Business process management (BPM) is a field of management focused on aligning organizations with the wants and needs of clients. It is a holistic management approach that promotes business effectiveness and efficiency while striving for innovation, flexibility and integration with technology. Business process management attempts to continuously improve processes. It could therefore be described as a “process optimization process”.

A business process is “a collection of related, structured activities that produce a service or product that meet the needs of a client.” These processes are critical to any organization as they generate revenue and often represent a significant proportion of costs. BPM articles and pundits often discuss BPM from one of two viewpoints: people and technology.

Roughly speaking, the idea of Business process is as traditional as concepts of tasks, department, production, outputs. The current management and improvement approach, with formal definitions and technical modeling, has been around since the early 1990s (see business process modeling). However there has been a common confusion in the IT community, as the term ‘business process’ is often used as synonymous of management of middleware processes; or integrating application software tasks. This viewpoint may be overly restrictive. This should be kept in mind when reading software engineering papers which refer to ‘business processes‘ or ‘business process modeling.’
Although the initial focus of BPM was on the automation of mechanistic business processes, it has since been extended to integrate human-driven processes in which human interaction takes place in series or parallel with the mechanistic processes. A common form is where individual steps in the business process which require human intuition or judgment to be performed are assigned to the appropriate members of an organization (as with workflow systems).

More advanced forms such as human interaction management are in the complex interaction between human workers in performing a workgroup task. In this case many people and systems interact in structured, ad-hoc, and sometimes completely dynamic ways to complete one to many transactions.

BPM can be used to understand organizations through expanded views that would not otherwise be available to organize and present. These views include the relationships of processes to each other which, when included in the process model, provide for advanced reporting and analysis that would not otherwise be available. BPM is regarded by some as the backbone of enterprise content management.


▸ **Task prompt**: All of the records must be given again exactly.

▸ **Source data**:
= Beginning of Section =

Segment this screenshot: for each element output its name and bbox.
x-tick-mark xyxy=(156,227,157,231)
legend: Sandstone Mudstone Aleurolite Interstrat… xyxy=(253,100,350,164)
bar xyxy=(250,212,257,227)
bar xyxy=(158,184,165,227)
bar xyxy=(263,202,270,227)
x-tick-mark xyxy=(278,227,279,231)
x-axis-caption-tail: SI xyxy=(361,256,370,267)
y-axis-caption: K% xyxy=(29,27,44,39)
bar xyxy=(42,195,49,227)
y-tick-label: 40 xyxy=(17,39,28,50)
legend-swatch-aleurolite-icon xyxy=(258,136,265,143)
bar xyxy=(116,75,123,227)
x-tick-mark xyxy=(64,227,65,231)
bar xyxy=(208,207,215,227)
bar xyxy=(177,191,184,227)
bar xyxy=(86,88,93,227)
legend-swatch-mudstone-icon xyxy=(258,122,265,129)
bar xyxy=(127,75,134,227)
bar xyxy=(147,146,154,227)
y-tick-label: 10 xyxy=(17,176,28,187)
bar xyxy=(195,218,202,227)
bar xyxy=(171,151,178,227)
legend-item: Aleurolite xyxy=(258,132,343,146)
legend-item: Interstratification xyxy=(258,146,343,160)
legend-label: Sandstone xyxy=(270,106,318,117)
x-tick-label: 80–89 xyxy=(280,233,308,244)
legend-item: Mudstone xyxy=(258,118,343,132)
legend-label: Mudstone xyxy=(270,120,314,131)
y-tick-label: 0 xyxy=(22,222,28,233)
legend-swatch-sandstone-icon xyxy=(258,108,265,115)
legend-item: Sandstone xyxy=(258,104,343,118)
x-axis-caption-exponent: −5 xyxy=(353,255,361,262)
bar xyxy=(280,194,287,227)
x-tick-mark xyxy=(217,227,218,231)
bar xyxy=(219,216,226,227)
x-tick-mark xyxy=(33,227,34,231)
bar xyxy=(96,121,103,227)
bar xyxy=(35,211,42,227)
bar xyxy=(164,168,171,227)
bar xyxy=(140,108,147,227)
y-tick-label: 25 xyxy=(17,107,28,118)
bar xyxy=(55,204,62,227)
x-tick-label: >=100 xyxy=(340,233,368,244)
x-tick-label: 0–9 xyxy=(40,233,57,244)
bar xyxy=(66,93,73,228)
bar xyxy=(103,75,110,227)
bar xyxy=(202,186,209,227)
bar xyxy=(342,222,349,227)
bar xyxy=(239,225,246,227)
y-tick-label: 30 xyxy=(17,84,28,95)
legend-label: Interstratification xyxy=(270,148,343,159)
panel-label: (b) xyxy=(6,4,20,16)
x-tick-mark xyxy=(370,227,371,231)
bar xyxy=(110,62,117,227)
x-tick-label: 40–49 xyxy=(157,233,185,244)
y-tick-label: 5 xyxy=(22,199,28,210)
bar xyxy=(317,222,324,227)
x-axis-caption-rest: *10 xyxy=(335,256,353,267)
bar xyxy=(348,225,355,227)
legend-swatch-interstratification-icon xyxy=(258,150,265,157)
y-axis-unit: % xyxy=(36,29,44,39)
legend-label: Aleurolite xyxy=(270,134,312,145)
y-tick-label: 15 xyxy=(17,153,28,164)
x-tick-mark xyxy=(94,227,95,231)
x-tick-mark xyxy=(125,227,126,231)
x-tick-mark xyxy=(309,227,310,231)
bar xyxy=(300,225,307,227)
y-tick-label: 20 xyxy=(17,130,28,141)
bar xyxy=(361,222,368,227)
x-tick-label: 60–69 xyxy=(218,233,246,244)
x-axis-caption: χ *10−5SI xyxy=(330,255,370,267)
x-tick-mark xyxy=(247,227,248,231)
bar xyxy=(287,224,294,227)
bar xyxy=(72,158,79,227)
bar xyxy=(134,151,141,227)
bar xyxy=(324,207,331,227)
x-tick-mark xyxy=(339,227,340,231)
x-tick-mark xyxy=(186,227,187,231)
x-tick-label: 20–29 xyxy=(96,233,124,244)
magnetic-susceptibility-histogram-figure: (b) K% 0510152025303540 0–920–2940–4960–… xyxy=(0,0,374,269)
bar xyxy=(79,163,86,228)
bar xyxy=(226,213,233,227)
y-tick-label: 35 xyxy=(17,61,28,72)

= End of Section =

▸ **Output of the task**:
Segment this screenshot: for each element output its name and bbox.
x-tick-mark xyxy=(156,227,157,231)
legend: Sandstone Mudstone Aleurolite Interstrat… xyxy=(253,100,350,164)
bar xyxy=(250,212,257,227)
bar xyxy=(158,184,165,227)
bar xyxy=(263,202,270,227)
x-tick-mark xyxy=(278,227,279,231)
x-axis-caption-tail: SI xyxy=(361,256,370,267)
y-axis-caption: K% xyxy=(29,27,44,39)
bar xyxy=(42,195,49,227)
y-tick-label: 40 xyxy=(17,39,28,50)
legend-swatch-aleurolite-icon xyxy=(258,136,265,143)
bar xyxy=(116,75,123,227)
x-tick-mark xyxy=(64,227,65,231)
bar xyxy=(208,207,215,227)
bar xyxy=(177,191,184,227)
bar xyxy=(86,88,93,227)
legend-swatch-mudstone-icon xyxy=(258,122,265,129)
bar xyxy=(127,75,134,227)
bar xyxy=(147,146,154,227)
y-tick-label: 10 xyxy=(17,176,28,187)
bar xyxy=(195,218,202,227)
bar xyxy=(171,151,178,227)
legend-item: Aleurolite xyxy=(258,132,343,146)
legend-item: Interstratification xyxy=(258,146,343,160)
legend-label: Sandstone xyxy=(270,106,318,117)
x-tick-label: 80–89 xyxy=(280,233,308,244)
legend-item: Mudstone xyxy=(258,118,343,132)
legend-label: Mudstone xyxy=(270,120,314,131)
y-tick-label: 0 xyxy=(22,222,28,233)
legend-swatch-sandstone-icon xyxy=(258,108,265,115)
legend-item: Sandstone xyxy=(258,104,343,118)
x-axis-caption-exponent: −5 xyxy=(353,255,361,262)
bar xyxy=(280,194,287,227)
x-tick-mark xyxy=(217,227,218,231)
bar xyxy=(219,216,226,227)
x-tick-mark xyxy=(33,227,34,231)
bar xyxy=(96,121,103,227)
bar xyxy=(35,211,42,227)
bar xyxy=(164,168,171,227)
bar xyxy=(140,108,147,227)
y-tick-label: 25 xyxy=(17,107,28,118)
bar xyxy=(55,204,62,227)
x-tick-label: >=100 xyxy=(340,233,368,244)
x-tick-label: 0–9 xyxy=(40,233,57,244)
bar xyxy=(66,93,73,228)
bar xyxy=(103,75,110,227)
bar xyxy=(202,186,209,227)
bar xyxy=(342,222,349,227)
bar xyxy=(239,225,246,227)
y-tick-label: 30 xyxy=(17,84,28,95)
legend-label: Interstratification xyxy=(270,148,343,159)
panel-label: (b) xyxy=(6,4,20,16)
x-tick-mark xyxy=(370,227,371,231)
bar xyxy=(110,62,117,227)
x-tick-label: 40–49 xyxy=(157,233,185,244)
y-tick-label: 5 xyxy=(22,199,28,210)
bar xyxy=(317,222,324,227)
x-axis-caption-rest: *10 xyxy=(335,256,353,267)
bar xyxy=(348,225,355,227)
legend-swatch-interstratification-icon xyxy=(258,150,265,157)
y-axis-unit: % xyxy=(36,29,44,39)
legend-label: Aleurolite xyxy=(270,134,312,145)
y-tick-label: 15 xyxy=(17,153,28,164)
x-tick-mark xyxy=(94,227,95,231)
x-tick-mark xyxy=(125,227,126,231)
x-tick-mark xyxy=(309,227,310,231)
bar xyxy=(300,225,307,227)
y-tick-label: 20 xyxy=(17,130,28,141)
bar xyxy=(361,222,368,227)
x-tick-label: 60–69 xyxy=(218,233,246,244)
x-axis-caption: χ *10−5SI xyxy=(330,255,370,267)
x-tick-mark xyxy=(247,227,248,231)
bar xyxy=(287,224,294,227)
bar xyxy=(72,158,79,227)
bar xyxy=(134,151,141,227)
bar xyxy=(324,207,331,227)
x-tick-mark xyxy=(339,227,340,231)
x-tick-mark xyxy=(186,227,187,231)
x-tick-label: 20–29 xyxy=(96,233,124,244)
magnetic-susceptibility-histogram-figure: (b) K% 0510152025303540 0–920–2940–4960–… xyxy=(0,0,374,269)
bar xyxy=(79,163,86,228)
bar xyxy=(226,213,233,227)
y-tick-label: 35 xyxy=(17,61,28,72)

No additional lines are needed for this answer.